I think it’s worse because you lose Ferguson and it does seem to have made a big difference, but you still are a very rich club and can buy top-class players. You don’t always buy the right ones but you have the highest wages, the highest transfer fees, but you’re going to be okay in the end.

Barcelona don’t [have significant financial power] anymore, so you’ve lost Messi, but you’ve also lost a lot of your wage bill. So they’re supposed to have a wage bill on a par with Everton or Aston Villa. They’re not quite there yet, because they haven’t quite managed to get rid of all the expensive players, but then you’re going to perform like Everton or Aston Villa as wages predict performance, so I think they’re not going to dine at the top table anymore.

Even if you had a billion dollars, you couldn’t replace Messi. But you’re going to have a team that’s not going to be one of the best teams. Then you’re going to have clubs like Manchester City or Bayern Munich saying: ‘Oh, we like the look of Pedri and we know you’re in financial trouble, so we’re going to make an offer for Pedri.’

barcelonas-coach-pep-guardiola-l-watches-lionel-messi-c-holding-the-ballon-dor-trophy-with-andres-iniesta-and-xavi-hernandez-r-before-their-spanish-kings-cup-soccer-match-in-barcelona-january Lionel Messi (C) holding the Ballon d'Or trophy with Andres Iniesta and Xavi Hernandez (R) -- all three players are graduates of the Masia academy. Alamy Stock Photo Alamy Stock Photo

What is the best-case scenario for the current Barcelona team looking ahead to the future, and what’s the worst-case scenario?

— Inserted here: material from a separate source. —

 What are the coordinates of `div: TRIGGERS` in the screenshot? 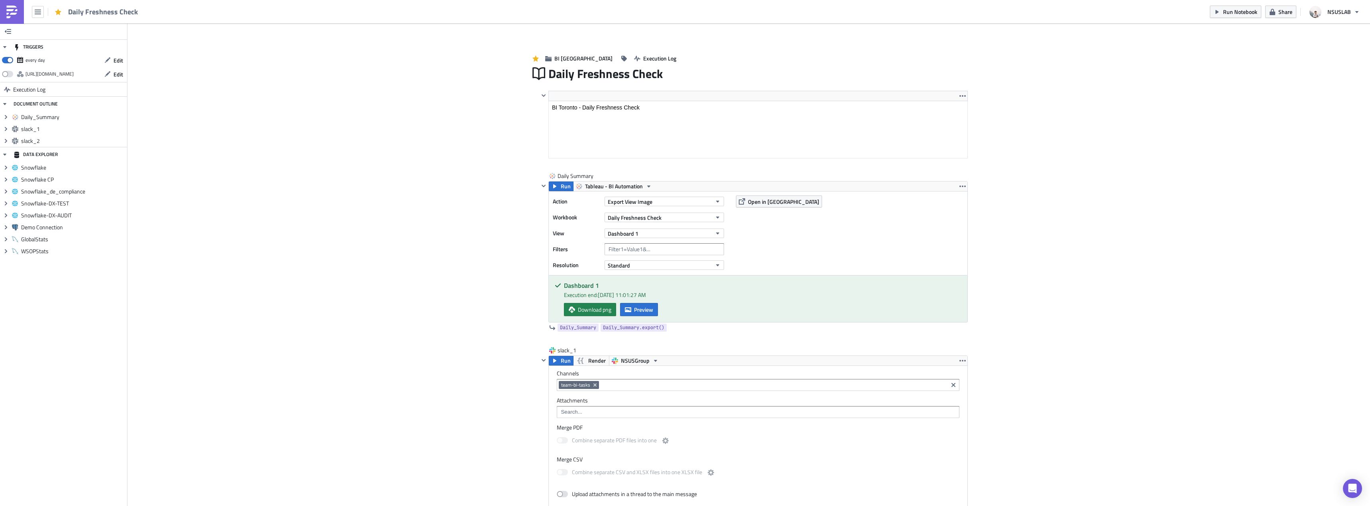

The best-case scenario, which I think is quite likely, is you end up playing for fourth or fifth in Spain for a few years and your brand carries you through, the sponsorship revenues and tourism come back. And then after a few years, you come back to not being world-beating, but being number one or two. 

The worst-case scenario is La Liga becomes a peripheral league and you go back to what Barcelona was before Cruyff, which was a regional powerhouse. So a bit like Newcastle United, you’re very popular in your region, you mean a lot to people there, but you don’t really win the big prizes.

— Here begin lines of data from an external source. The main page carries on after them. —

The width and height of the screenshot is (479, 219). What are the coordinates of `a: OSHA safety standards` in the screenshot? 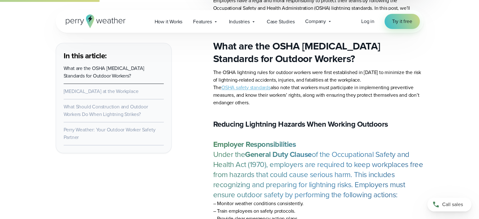 It's located at (246, 87).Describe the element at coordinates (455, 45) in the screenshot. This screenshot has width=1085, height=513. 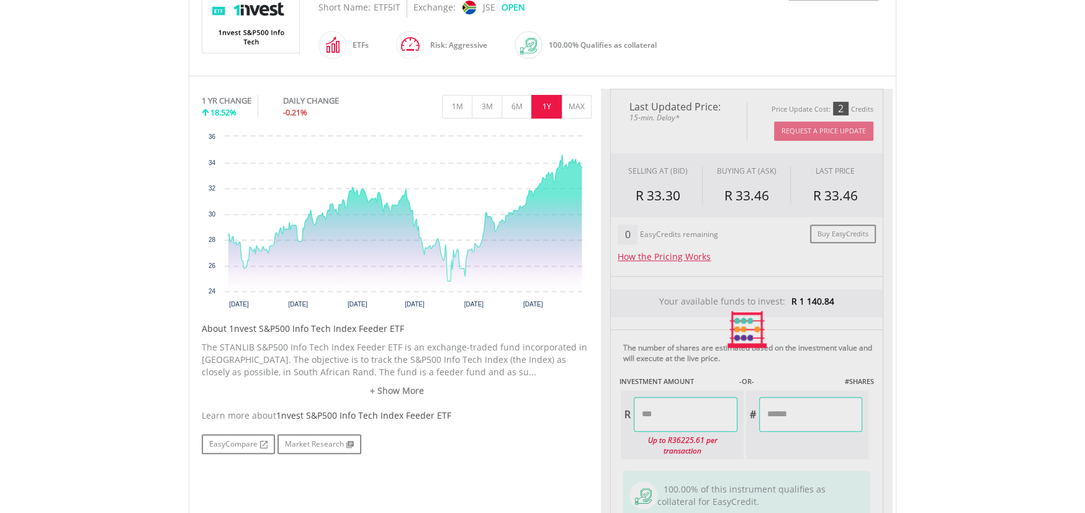
I see `div: Risk: Aggressive` at that location.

I don’t think the Leeds United scenario of a total meltdown is going to happen anymore because the financial rules are strict now, so they have to sell.

Returning to Messi, reading the book, he comes across as someone who seems so obsessed with football. Do you fear for him after he retires? He doesn’t strike me as a potential coach.

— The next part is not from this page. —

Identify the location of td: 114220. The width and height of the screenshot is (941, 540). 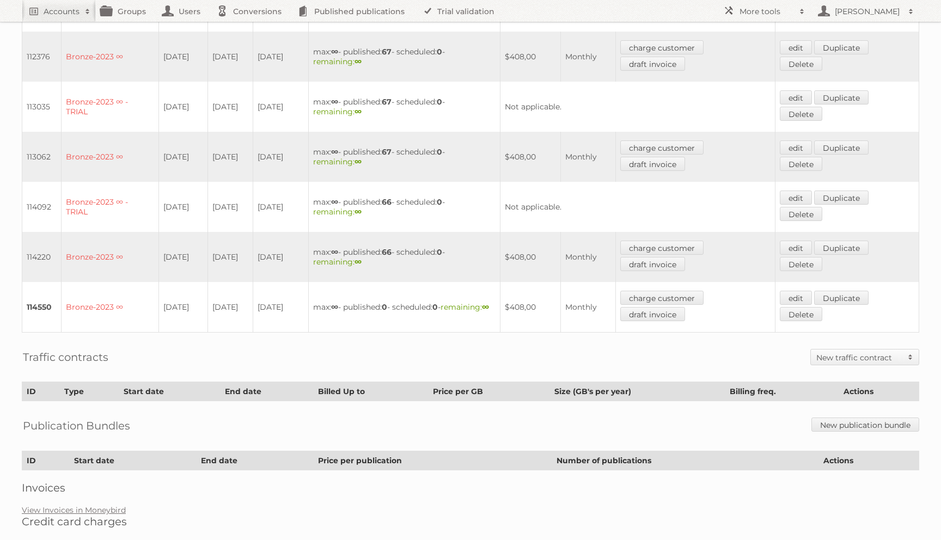
(42, 257).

I don’t think so either, but what he does have that other players don’t is he’s grounded in his family. He has quite a simple, enclosed family life. I think every player struggles and it’s really never the same again, especially if you were great. So I think he will struggle, but I think the family will help him hold it all together.

Finally, on the subject of another crucial character in Barcelona’s story, if Cruyff is the most important figure in the game, is Guardiola the most important coach? And on the criticism that he over-thinks tactics for certain games such as the last Champions League final, is this obsessiveness also paradoxically what makes him a great coach as well?

I think it does make him a great coach. I don’t know if he’s the best coach ever — you can only really be the best coach or player of your era and as he says in the book, the next era is going to be better. So the football of 2025 will be better than the football of now. 

And people say he overthinks, but what he realised and Barcelona didn’t realise is that you have to keep learning, you have to keep thinking and you have to keep updating yourself.

Sometimes, you’re going to go in the wrong direction. You’re going to say: ‘Our innovation is we’re going to get the winger to cut into midfield more against this team,’ and it’s not going to work.

But one of his many strengths, he’s very good at preparing teams against opponents. So he finds the fatal flaw of the opponent and he tries to exploit it. And sometimes that will go wrong and you’d be better off playing more your normal game, but my point is if you keep reviewing yourself, sometimes you are going to overthink. But that’s better than just trying to play the same football year in year out. [It's been shown] since football’s emerged you’re going to be caught out.

‘Barça: The inside story of the world’s greatest football club’ is published by Short Books. More info here.